Sartre’s two remaining major works were quite reflective of his preoccupation with the absolute and yet circumscribed nature of human freedom. In 1963, he published Les Mots (Words), a "brief and finely wrought masterpiece" that served as his autobiography (Howells 477). In 1972, L’Idiot de la famille (The Idiot of the Family), Sartre’s biography of French writer Gustave Flaubert, was published. In this account of Flaubert’s life, Sartre employs a variety of disciplines—existentialism, phenomenology, Marxist theory and method, psychoanalysis, sociology, history of literature, aesthetics, and anthropology—in an attempt to answer the question "What can one know of a man, today?" (Howells 477). Both Les Mots and L’Idiot de la famille portray the truth that while there is little space between destiny and choice, some space does indeed exist and human freedom is therefore still relevant.

Two years before his death, Sartre told a radio interviewer that, "I always want to remain an appeal for living" ("Sartre Cortege..."). Though much of his work remains difficult and unpleasant to interpret for some, the tenets of existentialism and the philosophical truth overall which he illuminated truly classify him as one of the great thinkers and an appeal for living as well. Sartre’s confrontation with anguish and despair, through existentialism, is indeed a philosophy of our age and holds phenomenal significance, especially today. As Sartre himself said, "Life begins on the other side of despair" (Carruth xi). After contributing his brilliant mind to existentialism and the pursuit of human freedom, many physically honored him with their presence at his funeral after traveling halfway around the world.

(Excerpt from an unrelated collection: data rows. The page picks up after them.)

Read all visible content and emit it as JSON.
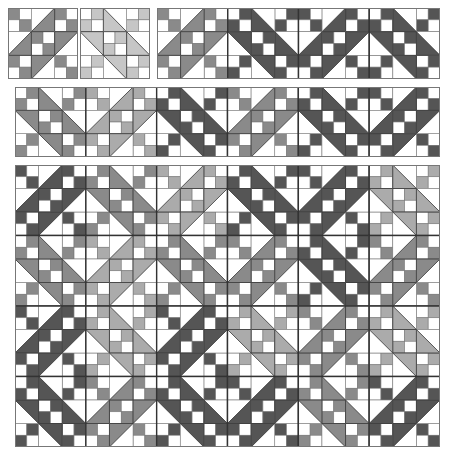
{
  "colors": {
    "background": "#ffffff",
    "line": "#333333",
    "thin_line": "#777777",
    "shades": {
      "dark": "#555555",
      "medium": "#8a8a8a",
      "light": "#ababab",
      "pale": "#c6c6c6"
    }
  },
  "panels": [
    {
      "name": "single-block-slash",
      "x": 8,
      "y": 8,
      "w": 70,
      "h": 71,
      "rows": [
        [
          {
            "o": "/",
            "s": "medium"
          }
        ]
      ]
    },
    {
      "name": "single-block-backslash",
      "x": 80,
      "y": 8,
      "w": 70,
      "h": 71,
      "rows": [
        [
          {
            "o": "\\",
            "s": "pale"
          }
        ]
      ]
    },
    {
      "name": "strip-four-blocks",
      "x": 157,
      "y": 8,
      "w": 283,
      "h": 71,
      "rows": [
        [
          {
            "o": "/",
            "s": "medium"
          },
          {
            "o": "\\",
            "s": "dark"
          },
          {
            "o": "/",
            "s": "dark"
          },
          {
            "o": "\\",
            "s": "dark"
          }
        ]
      ]
    },
    {
      "name": "strip-six-blocks",
      "x": 15,
      "y": 87,
      "w": 425,
      "h": 70,
      "rows": [
        [
          {
            "o": "\\",
            "s": "medium"
          },
          {
            "o": "/",
            "s": "light"
          },
          {
            "o": "\\",
            "s": "dark"
          },
          {
            "o": "/",
            "s": "medium"
          },
          {
            "o": "\\",
            "s": "dark"
          },
          {
            "o": "/",
            "s": "dark"
          }
        ]
      ]
    },
    {
      "name": "quilt-grid",
      "x": 15,
      "y": 165,
      "w": 425,
      "h": 282,
      "rows": [
        [
          {
            "o": "/",
            "s": "dark"
          },
          {
            "o": "\\",
            "s": "medium"
          },
          {
            "o": "/",
            "s": "light"
          },
          {
            "o": "\\",
            "s": "dark"
          },
          {
            "o": "/",
            "s": "dark"
          },
          {
            "o": "\\",
            "s": "light"
          }
        ],
        [
          {
            "o": "\\",
            "s": "medium"
          },
          {
            "o": "/",
            "s": "light"
          },
          {
            "o": "\\",
            "s": "medium"
          },
          {
            "o": "/",
            "s": "medium"
          },
          {
            "o": "\\",
            "s": "dark"
          },
          {
            "o": "/",
            "s": "medium"
          }
        ],
        [
          {
            "o": "/",
            "s": "dark"
          },
          {
            "o": "\\",
            "s": "light"
          },
          {
            "o": "/",
            "s": "dark"
          },
          {
            "o": "\\",
            "s": "light"
          },
          {
            "o": "/",
            "s": "medium"
          },
          {
            "o": "\\",
            "s": "light"
          }
        ],
        [
          {
            "o": "\\",
            "s": "dark"
          },
          {
            "o": "/",
            "s": "medium"
          },
          {
            "o": "\\",
            "s": "dark"
          },
          {
            "o": "/",
            "s": "dark"
          },
          {
            "o": "\\",
            "s": "medium"
          },
          {
            "o": "/",
            "s": "dark"
          }
        ]
      ]
    }
  ]
}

Why? "We came because he was a free man," commented the cemetery crowd ("Sartre Cortege"). Yes, a free man, indeed.

 

 

Works Cited

 

"Being and Nothingness." World Philosophy. Ed. Frank N. Magill. 5 vols. Englewood Cliffs, NJ: Salem Press, 1982.

Carruth, Hayden. Introduction. Nausea/The Wall and Other Stories. By Jean-Paul Sartre. New York: MJF Books, 1975. v-xiv.

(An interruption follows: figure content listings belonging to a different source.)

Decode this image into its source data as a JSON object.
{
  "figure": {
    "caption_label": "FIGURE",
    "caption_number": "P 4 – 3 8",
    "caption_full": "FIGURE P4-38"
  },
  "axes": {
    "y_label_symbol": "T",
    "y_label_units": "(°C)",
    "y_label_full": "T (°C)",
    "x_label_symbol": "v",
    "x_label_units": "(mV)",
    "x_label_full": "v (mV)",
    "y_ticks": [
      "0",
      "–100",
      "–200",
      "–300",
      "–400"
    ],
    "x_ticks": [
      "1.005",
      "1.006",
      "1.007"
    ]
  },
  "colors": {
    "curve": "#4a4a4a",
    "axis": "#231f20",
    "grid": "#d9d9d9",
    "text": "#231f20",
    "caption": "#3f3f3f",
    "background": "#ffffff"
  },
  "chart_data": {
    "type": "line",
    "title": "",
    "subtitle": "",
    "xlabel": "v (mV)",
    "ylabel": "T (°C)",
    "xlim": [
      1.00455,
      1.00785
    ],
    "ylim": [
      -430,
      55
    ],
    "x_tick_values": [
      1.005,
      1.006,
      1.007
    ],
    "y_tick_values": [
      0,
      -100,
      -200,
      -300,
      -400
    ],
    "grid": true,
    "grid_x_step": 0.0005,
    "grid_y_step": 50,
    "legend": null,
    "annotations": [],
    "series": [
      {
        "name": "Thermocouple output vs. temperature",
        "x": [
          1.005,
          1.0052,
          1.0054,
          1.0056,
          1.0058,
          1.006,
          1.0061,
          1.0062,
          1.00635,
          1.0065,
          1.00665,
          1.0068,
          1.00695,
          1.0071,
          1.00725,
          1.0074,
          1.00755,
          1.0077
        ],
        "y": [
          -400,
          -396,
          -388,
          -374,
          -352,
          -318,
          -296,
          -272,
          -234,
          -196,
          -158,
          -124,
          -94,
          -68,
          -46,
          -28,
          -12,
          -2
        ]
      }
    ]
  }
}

Crosby, Donald A. "Nihilism." Routledge Encyclopedia of Philosophy. Ed. Edward Craig. 8 vols. London and New York: Routledge, 1998.

Howells, Christina. "Sartre, Jean-Paul." Routledge Encyclopedia of Philosophy. Ed. Edward Craig. 8 vols. London and New York: Routledge, 1998.

"Jean-Paul Sartre". Connect.net Home Page. 2000 Online. Internet. Available http://www.connect.net/ron/sartre.html 19 July 2000.

Marowski, Daniel G. and Roger Matuz, eds. "Jean-Paul (Charles Aymard) Sartre." Contemporary Literary Criticism. Vol. 52. Detroit: Gale Research Inc., 1989.

"Sartre Cortege Plus Thousands End in Crush at the Cemetery." The Boston Globe April 1980.  The  Boston Globe Online. Internet. 19 July 2000.

Turnbull, Neil. Get a Grip on Philosophy. Essex, UK: Ivy Press/Time Life Books, 1998.